Sunday, June 17, 2012

Scandal fiction in the 1860s rocks

So here I was thinking that I've never been this much entertained by a classic novel (i.e., The Count of Monte Cristo). Then I picked up Mary Elizabeth Braddon's novel, Lady Audley's Secret, and was rewarded with a very enthralling read. For a book published in 1862, this novel can still shock many readers.

Lady Audley's Secret was a bestseller in the 1860s. It was a novel that many people categorized as the penny dreadful or the sensation novel. Braddon became a very famous writer because of this novel, and she was somehow pitted against Wilkie Collins, her contemporary, in this genre. If you've read The Woman in White, you'll discover quite a few similarities as you read Braddon's most famous work.
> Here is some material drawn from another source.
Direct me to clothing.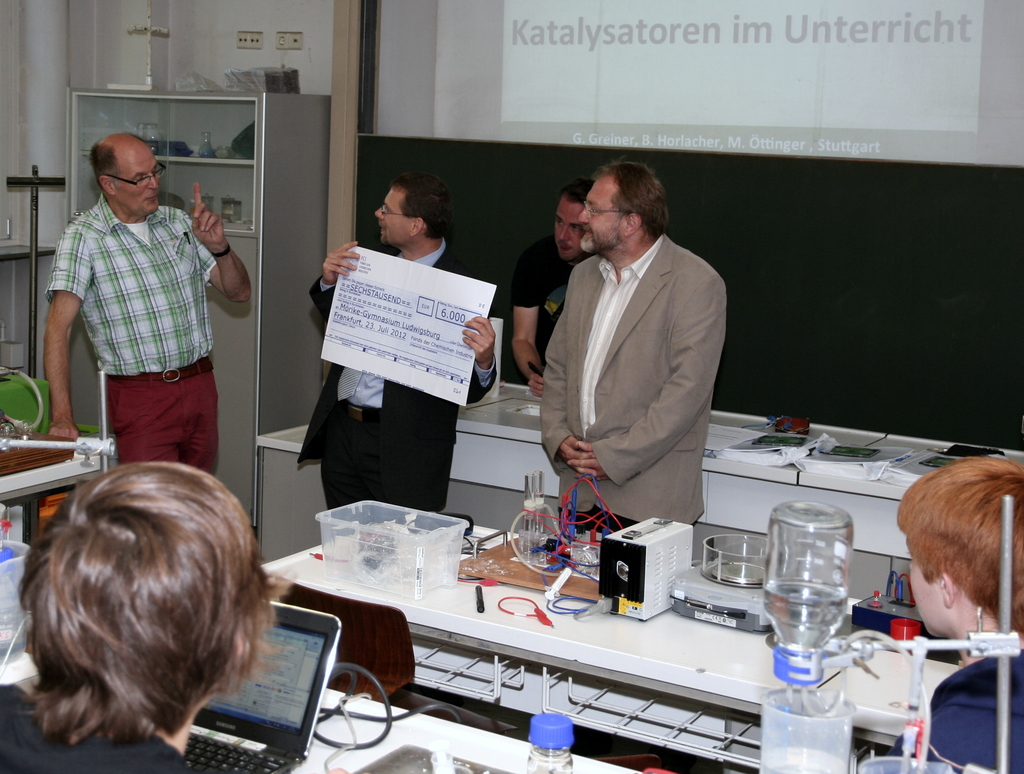
Direction: {"x1": 889, "y1": 640, "x2": 1022, "y2": 773}.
In the novel, we are introduced to a very beautiful character, one Lady Audley, whom Braddon writes as her anti-heroine. We're all used to the pre-Raphaelite beauties being ravished and kept hostage in a decrepit castle in many Gothic novels. But in this novel, Lady Audley's beauty is her weapon, something which allows her to do things Victorian society frowns upon.

Just who is this Lady Audley? Why is she so averse in meeting the friend of her husband's nephew, a young barrister named Robert Audley? Braddon drops hints here and there that Lady Audley and Robert Audley's friend, George Talboys, might have been husband and wife, and that Lady Audley could have murdered Talboys when her secret is threatened to be exposed.
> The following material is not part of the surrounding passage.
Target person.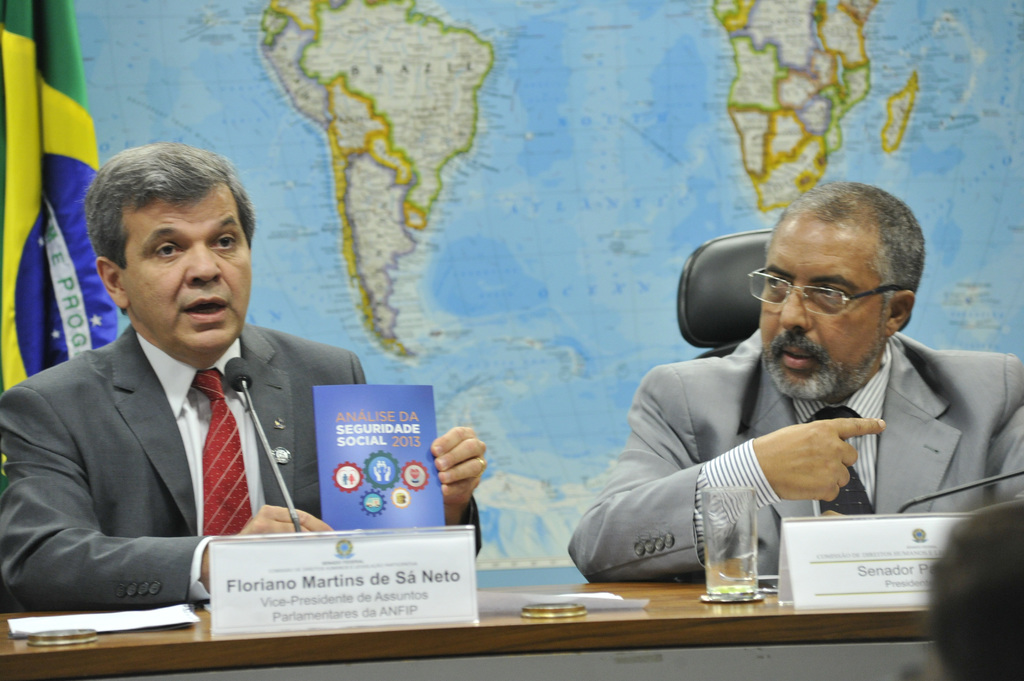
Target region: x1=0 y1=143 x2=486 y2=606.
So is her ladyship's past life the secret that the novel's title refers to? Well, yes, and it's revealed nowhere near as close of the novel's end. So this means that Braddon might have something up on her sleeve to still keep her readers hooked. And does she succeed? Hell, yes! The surprise at the ending will make any reader jump with delight, despite the novel's overall dark and brooding feel.

Read this book if:
You're curious about scandal fiction in the 1800s.
You know that not all bestsellers are badly written.
You love The Woman in White.

4 comments:

Unknown said...

I loved Lady Audley's Secret. It's such a fun read, a guilty pleasure actually, but it has so much to say as well. Secrets within secrets. Great stuff.

Peter S. said...

Hello, C.B.! I understand why this was a bestseller in the 1860s and the years that followed. It must have caused quite a stir among its readers! Yes, great stuff indeed!

Anonymous said...

Ooh, I'm intrigued. Is the surprise at the ending of this book anything like the big revelation in Du Maurier's Rebecca?

Peter S. said...

Well, hello there! Argh, I haven't read Rebecca! But now I want to because of that ending that you referred to!